The challenges surmounted, and those still ahead
A number of people have over the years played a role in the development of the TAC and our battle for antiretrovirals. There are too many to mention. In the following pages a small group of people who played a role in one way or another and represent various constituencies, share their recollections of the past and their dreams for the future.
What does 10 years of antiretroviral therapy in South Africa mean to me and my paediatric colleagues?
It is a sign of just how much has changed in 10 years when I have to explain to medical students what the signs and symptoms of paediatric HIV are and how to spot these. Five years ago the students knew all the complications and hardly required a lecture on this, and 10 years ago they were all virtually experts on this disease as it was so rampant. Our paediatric wards in 2004 were more than half filled with HIV-infected and often dying children, mostly infants. Today, the sight of an infant dying from HIV, while not a rarity, is quite uncommon and certainly not the daily occurrence it was a decade ago. The wards are less crowded and HIV-infection probably accounts for not more than 20 percent of our in-patients. There has been a dramatic decline in the incidence of opportunistic infections, and our in-hospital mortality rate has plummeted.
When I go up to the Paediatric HIV clinic at the Rahima Moosa Mother and Child Hospital, called the Empilweni Cinic, it dawns on me that this clinic is one that now caters for teenagers, and that age group is what defines this population of survivors. Fewer younger children being seen and, now, surviving older kids remaining in our care – many now reaching adulthood – means that this cohort of patients is ageing.
So, from the lens of a paediatrician in the public health sector, who has been fortunate enough to bear witness to the changing and evolving pattern of paediatric disease in a country with the largest number of HIV infections globally, the journey has been nothing short of spectacular.
The successes that we have achieved as a nation over this past decade have come on the back of much advocacy and campaigning from a wide range of civil society players coupled with governmental action supported by international partners, notably USAID through the PEPFAR initiative.

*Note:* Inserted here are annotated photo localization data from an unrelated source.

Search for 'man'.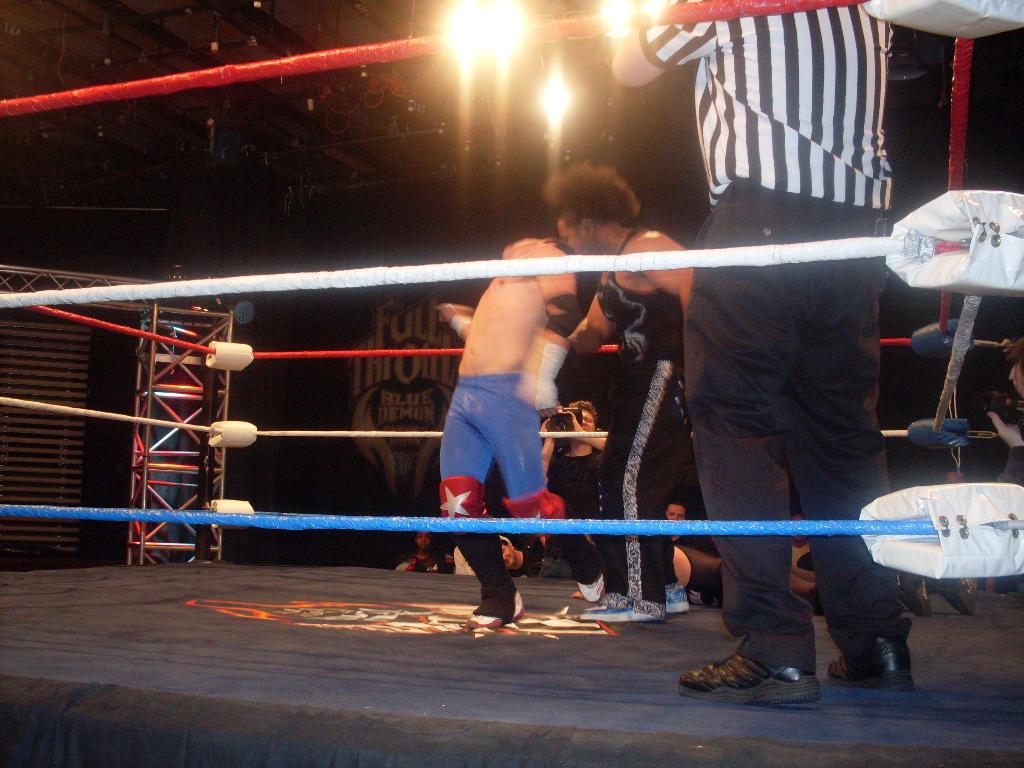
Found at detection(541, 160, 690, 625).
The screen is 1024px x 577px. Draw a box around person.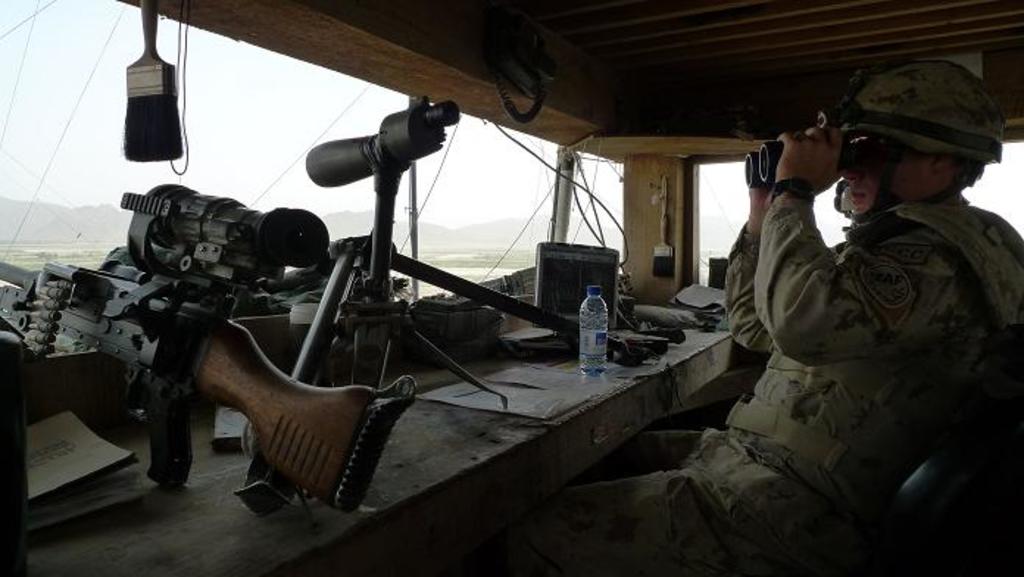
box(509, 63, 1021, 576).
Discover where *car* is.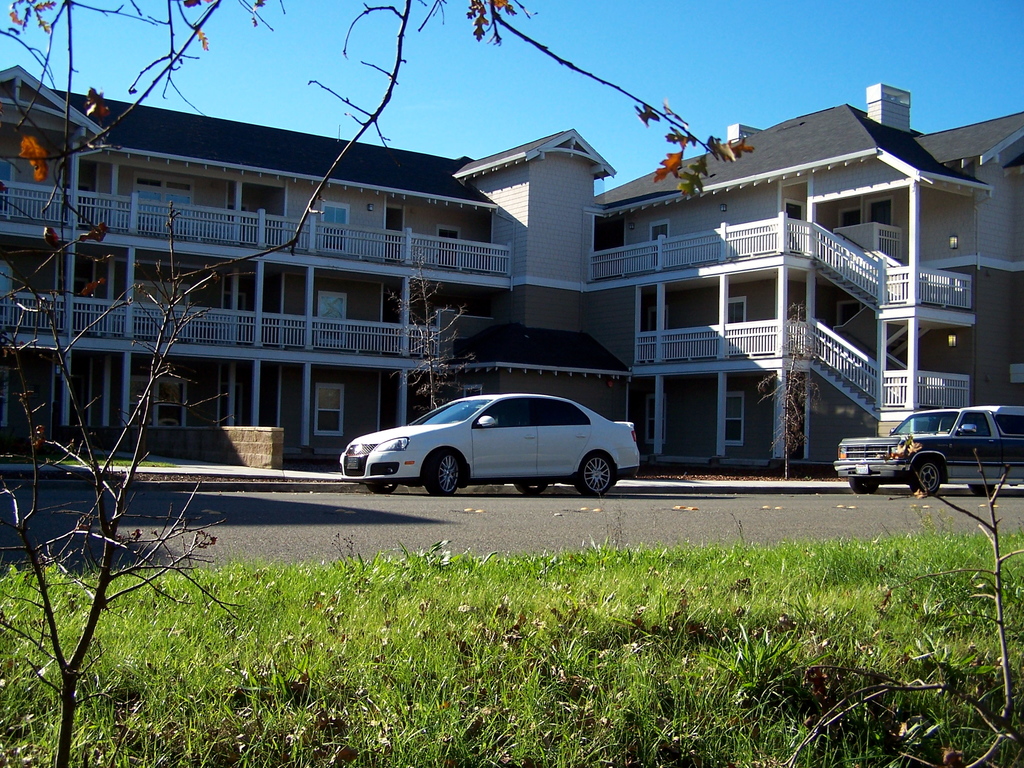
Discovered at bbox(834, 409, 1023, 494).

While the relationship between government and civil society is no longer adversarial, the need for strong advocacy and civil society participation in the treatment and prevention programme is no less important today than it was 10 years ago. My greatest fear is that complacency on our part will cause us to slide back into the dark old days of this pandemic. We have an opportunity today to hold onto the gains and achieve even more if we reflect on the key success factors that have brought us to this point. As a nation we have the expertise and the means and, more than ever, we have the political leadership in health we so desperately lacked at the beginning of this pandemic.

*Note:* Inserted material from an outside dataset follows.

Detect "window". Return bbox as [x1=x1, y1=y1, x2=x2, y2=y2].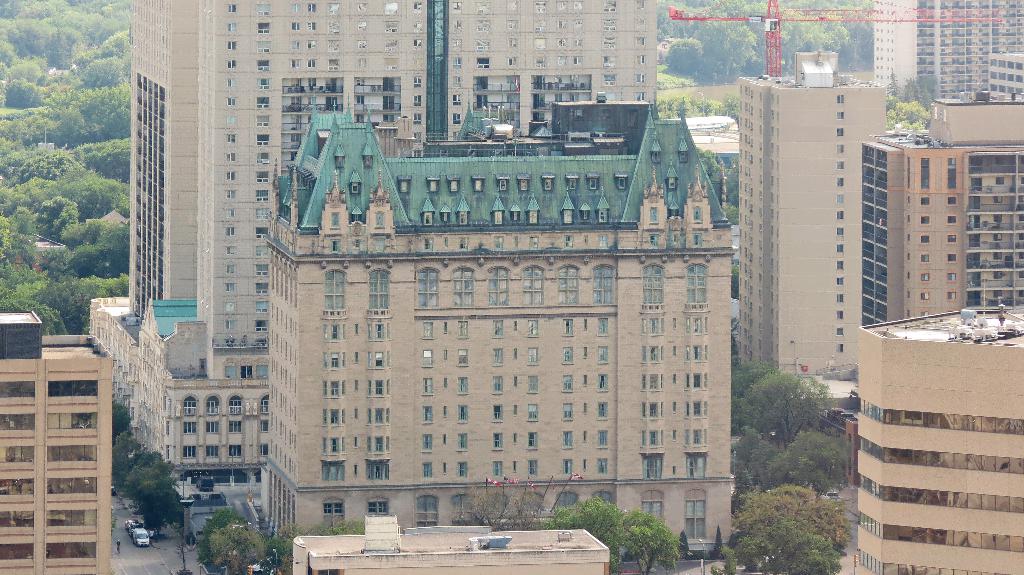
[x1=561, y1=346, x2=572, y2=364].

What are the paediatric problems that we now have to deal with in 2014?
On-going mother-to-child transmissions despite our best efforts. This is a reality and we have to continue to be vigilant in reducing transmissions to a minimum as well as detecting those that do become infected.
Improving the pick-up rate of all HIV-infected infants early so as to get them into treatment as soon as detected.
An ageing paediatric population and, therefore, an increasing adolescent HIV population with its own challenges and needs.
Transitioning care from adolescence to adulthood.
Increasing numbers of children and adolescents who require second- and even third-line therapy.
Improving on the paediatric ART formulations and improved treatment regimens.
A perception that paediatric HIV is no longer a problem.